16. The second point is — hear believingly, and, since all true belief ends in practice, hear obediently. What we do not accept as being true can be of no use to us, especially in the economy of grace, where everything comes to us by faith, and where unbelief restrains the hand of God and keeps back the blessing. Faith, however, as I have said, must always be obedient if it is true. When you have heard the Word, put it into practice at once. What a grand close to a sermon that was after Paul had preached in the streets of Ephesus, when they brought out their books of witchcraft, and made a pile of them in the street, and burned them before the apostle’s face! Ah! it would be good if men would bring out their sins, their harsh thoughts of God, their imagined self-righteousness, and everything contrary to the divine will. It would be blessed preaching, and blessed hearing, if such were the result, hear believingly and obediently.
17. Thirdly, hear candidly, and so honestly. Too many are prejudiced against the Word. Prejudiced because they do not like the preacher, though I do not see why they should not accept the truth wherever it may be found. A man would prize a jewel, though he found it on a dunghill; and the gospel of Jesus is to be valued, no matter who will proclaim it. Some make up their mind before they hear, that they will not receive it. This is neither honest to the truth, nor to themselves. They do not show wisdom, but folly here. But many will tell you that they cannot be expected to change their religion, as if they half felt that if they were to think a little they must do so. Surely that religion that will not fear deep consideration must be a poor, poor thing. No, sir, but hear what is to be said! Judge it by the Word of God. Judge it honestly, and when you have done so, if it is not truth, throw it away to the winds, but if it is truth, then accept it, and may God bless it to you. It is a pity that men are not more candid in hearing the gospel, and in applying it to themselves. How many, if they hear a truth, will say, “I wonder how that will suit So-and-so,” and immediately cast their eyes around the place to see if Mrs. So-and-so is there, and wonder how she will like it. The old Roman said, “Lend me your ears,” but I may say — keep your ears at home; hear for yourselves. This process ought to be constantly going on in the hearer’s mind, “What has that truth to do with me? That promise — is it mine? That threatening — ought it to make me tremble? That caution — does it apply to me? That command — am I the man who ought to carry it out?” Oh! for such candid, personal applications of gospel truth by each hearer to himself! We should then have blessed results.
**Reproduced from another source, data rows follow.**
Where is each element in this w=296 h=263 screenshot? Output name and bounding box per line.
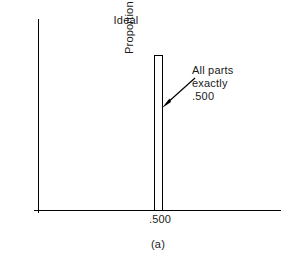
figure-caption: (a)	[0, 238, 296, 251]
figure-caption-text: (a)	[151, 238, 165, 250]
chart-figure: Ideal Proportion of parts .500 All parts…	[0, 0, 296, 263]
y-axis-label-text: Proportion of parts	[122, 0, 136, 54]
annotation-line-3: .500	[192, 90, 234, 103]
annotation-line-2: exactly	[192, 77, 234, 90]
annotation-line-1: All parts	[192, 64, 234, 77]
chart-title: Ideal	[0, 14, 296, 27]
annotation-text: All parts exactly .500	[192, 64, 234, 103]
y-axis-label: Proportion of parts	[26, 0, 40, 54]
x-tick-label-500: .500	[132, 213, 188, 226]
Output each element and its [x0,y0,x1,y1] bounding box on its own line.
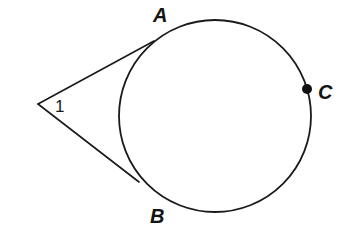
point-a-label: A [152,4,167,26]
point-c-dot [302,84,312,94]
geometry-canvas: 1 A B C [0,0,352,242]
circle-shape [119,20,311,212]
tangent-line-to-a [38,41,154,104]
tangent-line-to-b [38,104,139,182]
point-c-label: C [318,81,333,103]
point-b-label: B [150,205,164,227]
angle-1-label: 1 [55,97,64,116]
geometry-figure: 1 A B C [0,0,352,242]
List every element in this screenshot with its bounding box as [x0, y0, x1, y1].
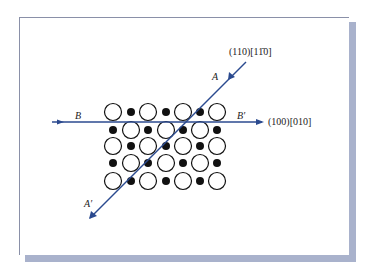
- small-atom: [144, 126, 152, 134]
- small-atom: [179, 159, 187, 167]
- small-atom: [196, 142, 204, 150]
- small-atom: [127, 177, 135, 185]
- arrowhead-b-icon: [57, 120, 64, 125]
- large-atom: [175, 104, 192, 121]
- large-atom: [192, 122, 209, 139]
- small-atom: [162, 108, 170, 116]
- large-atom: [158, 155, 175, 172]
- crystal-lattice: [105, 104, 226, 190]
- small-atom: [162, 177, 170, 185]
- small-atom: [196, 177, 204, 185]
- large-atom: [209, 104, 226, 121]
- label-b: B: [75, 110, 81, 121]
- small-atom: [109, 159, 117, 167]
- label-b-prime: B′: [237, 110, 245, 121]
- small-atom: [213, 126, 221, 134]
- small-atom: [127, 142, 135, 150]
- slip-system-diagram: [0, 0, 371, 270]
- small-atom: [196, 108, 204, 116]
- small-atom: [109, 126, 117, 134]
- large-atom: [105, 173, 122, 190]
- large-atom: [192, 155, 209, 172]
- large-atom: [175, 173, 192, 190]
- large-atom: [123, 122, 140, 139]
- large-atom: [140, 138, 157, 155]
- small-atom: [127, 108, 135, 116]
- large-atom: [123, 155, 140, 172]
- large-atom: [105, 138, 122, 155]
- large-atom: [209, 173, 226, 190]
- horizontal-slip-system-label: (100)[010]: [268, 116, 311, 127]
- arrowhead-b-prime-icon: [256, 119, 264, 125]
- large-atom: [209, 138, 226, 155]
- large-atom: [140, 104, 157, 121]
- small-atom: [213, 159, 221, 167]
- large-atom: [175, 138, 192, 155]
- large-atom: [140, 173, 157, 190]
- label-a-prime: A′: [84, 198, 92, 209]
- diagonal-slip-system-label: (110)[11̄0]: [229, 46, 272, 57]
- slip-lines: [52, 62, 264, 219]
- label-a: A: [212, 71, 218, 82]
- large-atom: [105, 104, 122, 121]
- small-atom: [162, 142, 170, 150]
18. So I have gone through three points. The fourth is — hear devoutly and hear sincerely. I consider that very little good will come of the hearing which some people give when they hear of loaves and fishes being given away. If there are so many loaves to be given away on the Lord’s Day, a certain number of poor people will be sure to be there — a vile hypocrisy which cannot be condemned too much. Take heed, dear hearers, that none of you ever hear with such low and sinister motives; but that you come to hear the gospel as God’s voice to us, and therefore as in God’s presence, with simple and lowly hearts, you desire to know his truth, so that you may sincerely live it. Never should there be mixed with it anything so gross and carnal as what brings some men and women to the house of God.
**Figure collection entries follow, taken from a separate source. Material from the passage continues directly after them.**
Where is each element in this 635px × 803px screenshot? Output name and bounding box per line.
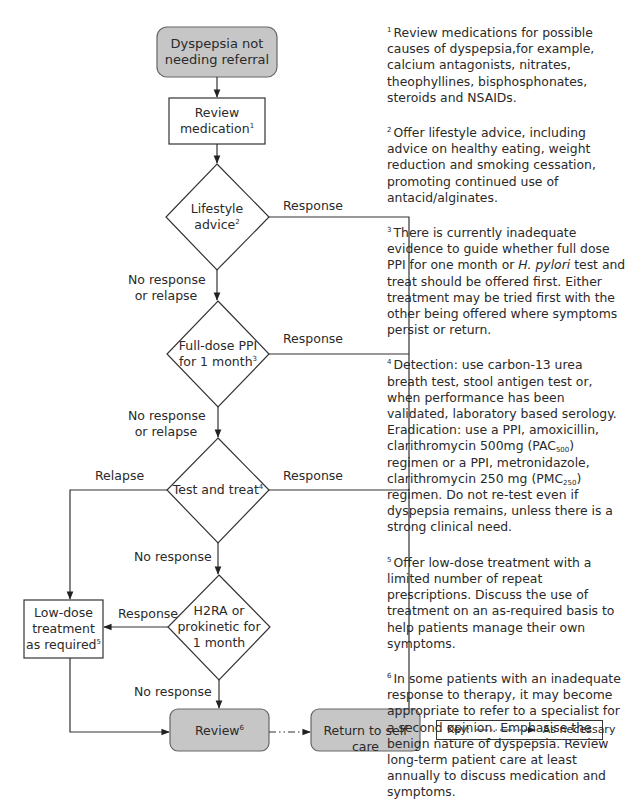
footnote-2: 2Offer lifestyle advice, including advic… bbox=[387, 122, 627, 206]
low-dose-node: Low-dose treatment as required5 bbox=[24, 605, 103, 653]
test-relapse-label: Relapse bbox=[95, 468, 144, 484]
footnotes: 1Review medications for possible causes … bbox=[387, 22, 627, 803]
h2ra-response-label: Response bbox=[118, 606, 178, 622]
dash-dot-arrow-icon bbox=[476, 726, 536, 734]
review-node: Review6 bbox=[170, 723, 269, 739]
footnote-1: 1Review medications for possible causes … bbox=[387, 22, 627, 106]
test-treat-node: Test and treat4 bbox=[172, 482, 264, 498]
start-node: Dyspepsia not needing referral bbox=[157, 36, 277, 68]
lifestyle-node: Lifestyle advice2 bbox=[177, 201, 257, 233]
review-medication-node: Review medication1 bbox=[169, 105, 265, 137]
ppi-no-response-label: No response or relapse bbox=[128, 408, 204, 440]
ppi-node: Full-dose PPI for 1 month3 bbox=[172, 338, 264, 370]
ppi-response-label: Response bbox=[283, 331, 343, 347]
h2ra-node: H2RA or prokinetic for 1 month bbox=[172, 603, 266, 651]
test-no-response-label: No response bbox=[134, 549, 212, 565]
test-response-label: Response bbox=[283, 468, 343, 484]
footnote-4: 4Detection: use carbon-13 urea breath te… bbox=[387, 354, 627, 535]
legend-key: Key: As necessary bbox=[436, 720, 603, 740]
footnote-5: 5Offer low-dose treatment with a limited… bbox=[387, 552, 627, 652]
lifestyle-response-label: Response bbox=[283, 198, 343, 214]
key-label: Key: bbox=[447, 723, 470, 736]
h2ra-no-response-label: No response bbox=[134, 684, 212, 700]
lifestyle-no-response-label: No response or relapse bbox=[128, 272, 204, 304]
key-meaning: As necessary bbox=[543, 723, 616, 736]
footnote-3: 3There is currently inadequate evidence … bbox=[387, 222, 627, 338]
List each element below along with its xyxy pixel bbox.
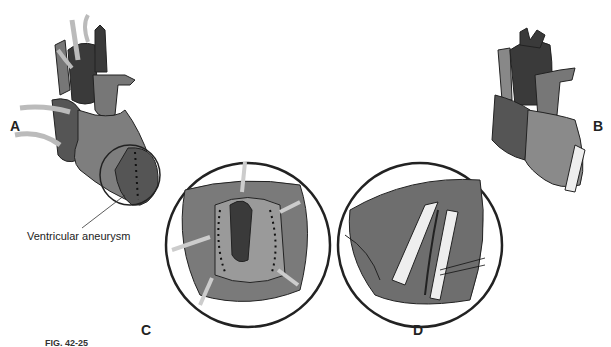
heart-a-illustration <box>15 15 160 228</box>
panel-d-illustration <box>338 163 502 327</box>
panel-c-illustration <box>166 162 330 327</box>
heart-b-illustration <box>492 28 585 192</box>
panel-label-a: A <box>10 118 20 134</box>
aneurysm-annotation: Ventricular aneurysm <box>27 230 130 242</box>
panel-label-c: C <box>141 322 151 338</box>
panel-label-b: B <box>593 118 603 134</box>
figure-caption: FIG. 42-25 <box>45 338 88 347</box>
figure-artwork <box>0 0 611 347</box>
panel-label-d: D <box>413 322 423 338</box>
19. Why, do not even some of you come merely because it is the custom to go somewhere, or because it looks respectable, as if the Lord’s own worship were to follow and honour the fashion of the day? This is all mischievous and rotten as a motive. If I did not think it were some good to me to come to worship, or that it was my duty to God to do it, do you think I would do it to please my neighbours? No! let my neighbours please themselves. The honest, upright man in these things remembers that religion is a personal thing, and that to be the mere slave of fashion and custom of others is sinful degradation. Oh! I beseech you to lay aside that slavery of men’s fashion, and when you do listen to the gospel, let it be with a direct and devout feeling in your soul that you have come to worship God, and to hear what God the Lord shall speak to you.
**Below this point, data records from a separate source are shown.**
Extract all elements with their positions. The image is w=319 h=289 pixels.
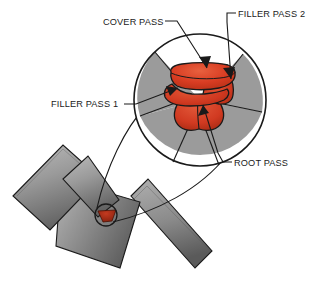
label-cover-pass: COVER PASS [103,17,164,27]
weld-pass-diagram: COVER PASS FILLER PASS 2 FILLER PASS 1 R… [0,0,319,289]
label-root-pass: ROOT PASS [234,158,288,168]
label-filler-pass-1: FILLER PASS 1 [51,99,118,109]
plate-angled [131,179,212,268]
diagram-canvas: COVER PASS FILLER PASS 2 FILLER PASS 1 R… [0,0,319,289]
label-filler-pass-2: FILLER PASS 2 [238,9,305,19]
plate-angled-body [131,179,212,268]
magnified-section [134,34,266,166]
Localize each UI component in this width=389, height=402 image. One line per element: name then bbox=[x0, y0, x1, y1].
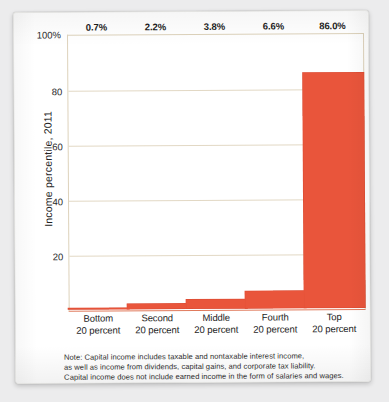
x-axis-label-line1: Top bbox=[305, 311, 363, 323]
x-axis-label-top-20-percent: Top 20 percent bbox=[305, 311, 363, 335]
x-axis-label-line1: Bottom bbox=[69, 312, 127, 324]
x-axis-label-line1: Second bbox=[128, 312, 186, 324]
bar-chart: Income percentile, 2011 100% 80 60 40 20… bbox=[14, 11, 370, 383]
chart-note: Note: Capital income includes taxable an… bbox=[64, 351, 360, 383]
x-axis-label-line1: Middle bbox=[187, 312, 245, 324]
x-axis-label-line2: 20 percent bbox=[247, 323, 305, 335]
bar-column-top-20-percent: 86.0% bbox=[304, 33, 363, 308]
x-axis-label-line2: 20 percent bbox=[70, 324, 128, 336]
x-axis-label-line1: Fourth bbox=[246, 311, 304, 323]
x-axis-label-fourth-20-percent: Fourth 20 percent bbox=[246, 311, 304, 335]
chart-note-line3: Capital income does not include earned i… bbox=[64, 371, 360, 383]
y-axis-title: Income percentile, 2011 bbox=[41, 74, 54, 264]
y-axis-tick-label-40: 40 bbox=[52, 196, 63, 207]
bar-value-label: 6.6% bbox=[263, 20, 284, 31]
bar-column-bottom-20-percent: 0.7% bbox=[68, 34, 127, 309]
bar-series: 0.7% 2.2% 3.8% 6.6% 86.0% bbox=[67, 33, 364, 310]
table-row[interactable] bbox=[244, 290, 306, 309]
x-axis-label-line2: 20 percent bbox=[129, 324, 187, 336]
bar-value-label: 0.7% bbox=[86, 22, 107, 33]
x-axis-label-line2: 20 percent bbox=[188, 324, 246, 336]
bar-column-fourth-20-percent: 6.6% bbox=[245, 33, 304, 308]
y-axis-tick-label-60: 60 bbox=[52, 141, 63, 152]
bar-column-middle-20-percent: 3.8% bbox=[186, 34, 245, 309]
table-row[interactable] bbox=[126, 303, 188, 309]
bar-value-label: 3.8% bbox=[204, 21, 225, 32]
table-row[interactable] bbox=[302, 71, 365, 308]
x-axis-label-line2: 20 percent bbox=[306, 323, 364, 335]
bar-column-second-20-percent: 2.2% bbox=[127, 34, 186, 309]
table-row[interactable] bbox=[185, 298, 247, 309]
y-axis-tick-label-80: 80 bbox=[52, 86, 63, 97]
bar-value-label: 86.0% bbox=[319, 20, 346, 31]
y-axis-tick-label-100: 100% bbox=[37, 29, 61, 40]
x-axis-labels: Bottom 20 percent Second 20 percent Midd… bbox=[69, 311, 364, 337]
bar-value-label: 2.2% bbox=[145, 21, 166, 32]
x-axis-label-middle-20-percent: Middle 20 percent bbox=[187, 312, 245, 336]
y-axis-tick-label-20: 20 bbox=[53, 251, 64, 262]
table-row[interactable] bbox=[67, 307, 129, 309]
scanned-chart-page: Income percentile, 2011 100% 80 60 40 20… bbox=[13, 10, 371, 384]
x-axis-label-bottom-20-percent: Bottom 20 percent bbox=[69, 312, 127, 336]
x-axis-label-second-20-percent: Second 20 percent bbox=[128, 312, 186, 336]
20. I will not spend too much time on any one point, and therefore pass on to observe take heed that you hear earnestly, and therefore spiritually. Some men get no blessing from the gospel, and who wonders that they do not? They never put their hearts into it. Oh! I think if I were under conviction of sin tonight, and were seeking a Saviour, I would listen with all my heart and soul to the preaching of Jesus Christ. Have you not known times, some of you, when you would have stood in the aisles by the hour to hear about Christ, if perchance you might have gotten rid of the burden of your sins? Ah! these are the men who get the blessing, but those who are half asleep, and in their minds quite asleep, are not likely to receive the Word. How can it come to them with power? What probability is there that it will, when they themselves do not care whether it will or not?
21. And then, dear friends — coming to the letter “f” — take care that you hear feelingly, asking the Lord to make the Word cut into your souls. Those get the blessing in whom the Word ploughs a furrow, not those to whom it is like whipping the water, no impression being made but for an instant. Oh! pray God that you may not get gospel-hardened. Ask him to make you tender under all threatenings, and to keep you like a well-ploughed field that is ready to receive the good seed when it is scattered on it. Try if you can, and may God’s Holy Spirit help you to be warned under the threatenings, to be cheered by the promises, to be comforted by every good word of the Lord, so that, feeling the power of the Word, it may be life and salvation for you.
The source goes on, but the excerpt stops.